Help support TMP


"A Rarely Seen Panorama of Fredericksburg, and the" Topic


1 Post

All members in good standing are free to post here. Opinions expressed here are solely those of the posters, and have not been cleared with nor are they endorsed by The Miniatures Page.

Please don't call someone a Nazi unless they really are a Nazi.

For more information, see the TMP FAQ.


Back to the ACW Discussion Message Board


Areas of Interest

American Civil War

Featured Hobby News Article


Featured Recent Link


Top-Rated Ruleset

Horse, Foot and Guns


Rating: gold star gold star gold star gold star gold star gold star gold star 


Featured Profile Article

Other Games at Council of Five Nations 2011

Personal logo Editor in Chief Bill The Editor of TMP Fezian snapped some photos of games he didn't get a chance to play in at Council of Five Nations.


689 hits since 19 Jun 2020
©1994-2024 Bill Armintrout
Comments or corrections?


TMP logo

Membership

Please sign in to your membership account, or, if you are not yet a member, please sign up for your free membership account.
Tango0119 Jun 2020 3:16 p.m. PST

… Pictorial Legacy of Henri Lovie

"Among the contemporary drawings of the December 1862 Battle of Fredericksburg, I find a little known panorama by artist-eyewitness Henri Lovie easily the most ambitious. With Battle of Fredericksburg, Dec. 13, 1862, he depicted in a single sketch the fighting at both ends of the battlefield that day–principal combat sites separated by four miles at the extremes. Lovie's drawing measures four and one-half inches in height and nearly five feet in length. Beyond its own artistic power, it served as the main reference for a pair of grand-finale pictures in a striking sequence of eight wood engravings, or woodcuts, of the Fredericksburg campaign. Frank Leslie's Illustrated Newspaper published the eight over the course of five issues and four weeks, basing the other six woodcuts mainly on Lovie's sketches as well and even incorporating the pictures into its editorial critique of the campaign. I only recently noticed his December 13 drawing in the digitized collections of the New York Public Library. The Library's link to it and the means to magnify or download a high-resolution copy are here.

The right end of the sketch includes the only known—to me, at least—eyewitness rendering that looks northwest at the fighting outside Fredericksburg and in front of Marye's Heights. For orientation, I made preliminary, estimated identifications of selected landmarks:…"

picture


Main page
link


Amicalement
Armand

Sorry - only verified members can post on the forums.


Exercise objective —
Return only the number of lines in the entries below that hold the word "name".

Figure record listings
= Beginning of Section =

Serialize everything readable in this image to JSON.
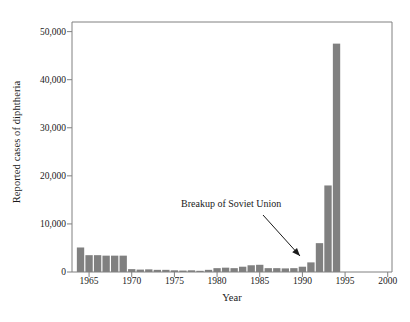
{
  "chart_data": {
    "type": "bar",
    "title": "",
    "xlabel": "Year",
    "ylabel": "Reported cases of diphtheria",
    "xlim": [
      1963.0,
      2000.5
    ],
    "ylim": [
      0,
      52000
    ],
    "grid": false,
    "legend": null,
    "bar_color": "#808080",
    "axis_color": "#808080",
    "text_color": "#1a1a1a",
    "xticks": [
      1965,
      1970,
      1975,
      1980,
      1985,
      1990,
      1995,
      2000
    ],
    "xtick_labels": [
      "1965",
      "1970",
      "1975",
      "1980",
      "1985",
      "1990",
      "1995",
      "2000"
    ],
    "yticks": [
      0,
      10000,
      20000,
      30000,
      40000,
      50000
    ],
    "ytick_labels": [
      "0",
      "10,000",
      "20,000",
      "30,000",
      "40,000",
      "50,000"
    ],
    "x": [
      1964,
      1965,
      1966,
      1967,
      1968,
      1969,
      1970,
      1971,
      1972,
      1973,
      1974,
      1975,
      1976,
      1977,
      1978,
      1979,
      1980,
      1981,
      1982,
      1983,
      1984,
      1985,
      1986,
      1987,
      1988,
      1989,
      1990,
      1991,
      1992,
      1993,
      1994
    ],
    "categories": [
      "1964",
      "1965",
      "1966",
      "1967",
      "1968",
      "1969",
      "1970",
      "1971",
      "1972",
      "1973",
      "1974",
      "1975",
      "1976",
      "1977",
      "1978",
      "1979",
      "1980",
      "1981",
      "1982",
      "1983",
      "1984",
      "1985",
      "1986",
      "1987",
      "1988",
      "1989",
      "1990",
      "1991",
      "1992",
      "1993",
      "1994"
    ],
    "values": [
      5100,
      3500,
      3500,
      3400,
      3400,
      3400,
      600,
      500,
      550,
      450,
      450,
      350,
      300,
      350,
      250,
      450,
      800,
      900,
      800,
      1100,
      1400,
      1500,
      800,
      800,
      750,
      800,
      1100,
      2000,
      6000,
      18000,
      47500
    ],
    "annotations": [
      {
        "text": "Breakup of Soviet Union",
        "text_x": 181,
        "text_y": 198,
        "arrow_from": [
          263,
          215
        ],
        "arrow_to": [
          300,
          256
        ],
        "points_to_year": 1990
      }
    ]
  },
  "figure": {
    "plot_left": 72,
    "plot_right": 392,
    "plot_top": 22,
    "plot_bottom": 272
  }
}
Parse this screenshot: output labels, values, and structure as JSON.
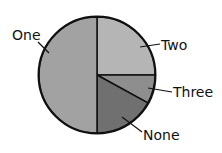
{
  "chart_data": {
    "type": "pie",
    "title": "",
    "categories": [
      "Two",
      "Three",
      "None",
      "One"
    ],
    "values": [
      25,
      8,
      17,
      50
    ],
    "unit": "percent (estimated)",
    "start_angle": "12 o'clock, clockwise",
    "colors": {
      "Two": "#b5b5b5",
      "Three": "#8e8e8e",
      "None": "#707070",
      "One": "#a2a2a2"
    },
    "legend": "none (direct labels with leader lines)"
  },
  "labels": {
    "one": "One",
    "two": "Two",
    "three": "Three",
    "none": "None"
  }
}
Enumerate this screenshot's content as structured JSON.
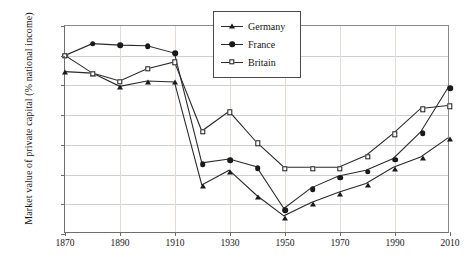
{
  "chart_data": {
    "type": "line",
    "title": "",
    "xlabel": "",
    "ylabel": "Market value of private capital (% national income)",
    "xlim": [
      1870,
      2010
    ],
    "ylim": [
      100,
      800
    ],
    "grid": true,
    "legend_position": "top-center",
    "x_ticks": [
      "1870",
      "1890",
      "1910",
      "1930",
      "1950",
      "1970",
      "1990",
      "2010"
    ],
    "x_tick_values": [
      1870,
      1890,
      1910,
      1930,
      1950,
      1970,
      1990,
      2010
    ],
    "y_ticks": [
      "100%",
      "200%",
      "300%",
      "400%",
      "500%",
      "600%",
      "700%",
      "800%"
    ],
    "y_tick_values": [
      100,
      200,
      300,
      400,
      500,
      600,
      700,
      800
    ],
    "x": [
      1870,
      1880,
      1890,
      1900,
      1910,
      1920,
      1930,
      1940,
      1950,
      1960,
      1970,
      1980,
      1990,
      2000,
      2010
    ],
    "series": [
      {
        "name": "Germany",
        "marker": "triangle",
        "values": [
          645,
          640,
          595,
          613,
          610,
          260,
          310,
          225,
          155,
          200,
          235,
          265,
          320,
          355,
          420
        ]
      },
      {
        "name": "France",
        "marker": "circle",
        "values": [
          700,
          740,
          735,
          733,
          708,
          335,
          348,
          322,
          180,
          250,
          290,
          310,
          350,
          440,
          590
        ]
      },
      {
        "name": "Britain",
        "marker": "square",
        "values": [
          700,
          640,
          613,
          655,
          678,
          443,
          510,
          405,
          320,
          320,
          320,
          360,
          435,
          520,
          530
        ]
      }
    ]
  },
  "legend": {
    "items": [
      {
        "label": "Germany",
        "marker": "triangle"
      },
      {
        "label": "France",
        "marker": "circle"
      },
      {
        "label": "Britain",
        "marker": "square"
      }
    ]
  }
}
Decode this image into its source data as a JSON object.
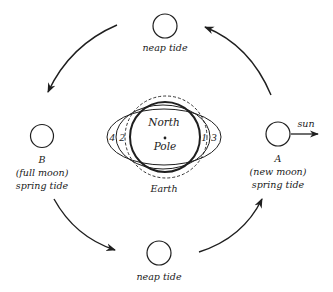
{
  "diagram": {
    "colors": {
      "ink": "#1f1f1f",
      "background": "#ffffff"
    },
    "moons": {
      "top": {
        "label": "neap tide"
      },
      "bottom": {
        "label": "neap tide"
      },
      "left": {
        "letter": "B",
        "phase": "(full moon)",
        "tide": "spring tide"
      },
      "right": {
        "letter": "A",
        "phase": "(new moon)",
        "tide": "spring tide"
      }
    },
    "sun_label": "sun",
    "earth": {
      "center_line1": "North",
      "center_line2": "Pole",
      "label": "Earth"
    },
    "bulge_numbers": {
      "n1": "1",
      "n2": "2",
      "n3": "3",
      "n4": "4"
    },
    "orbit_direction": "counterclockwise",
    "arrows": [
      {
        "from": "top",
        "to": "left"
      },
      {
        "from": "left",
        "to": "bottom"
      },
      {
        "from": "bottom",
        "to": "right"
      },
      {
        "from": "right",
        "to": "top"
      }
    ]
  }
}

= End of Section =

Reply to the exercise —
3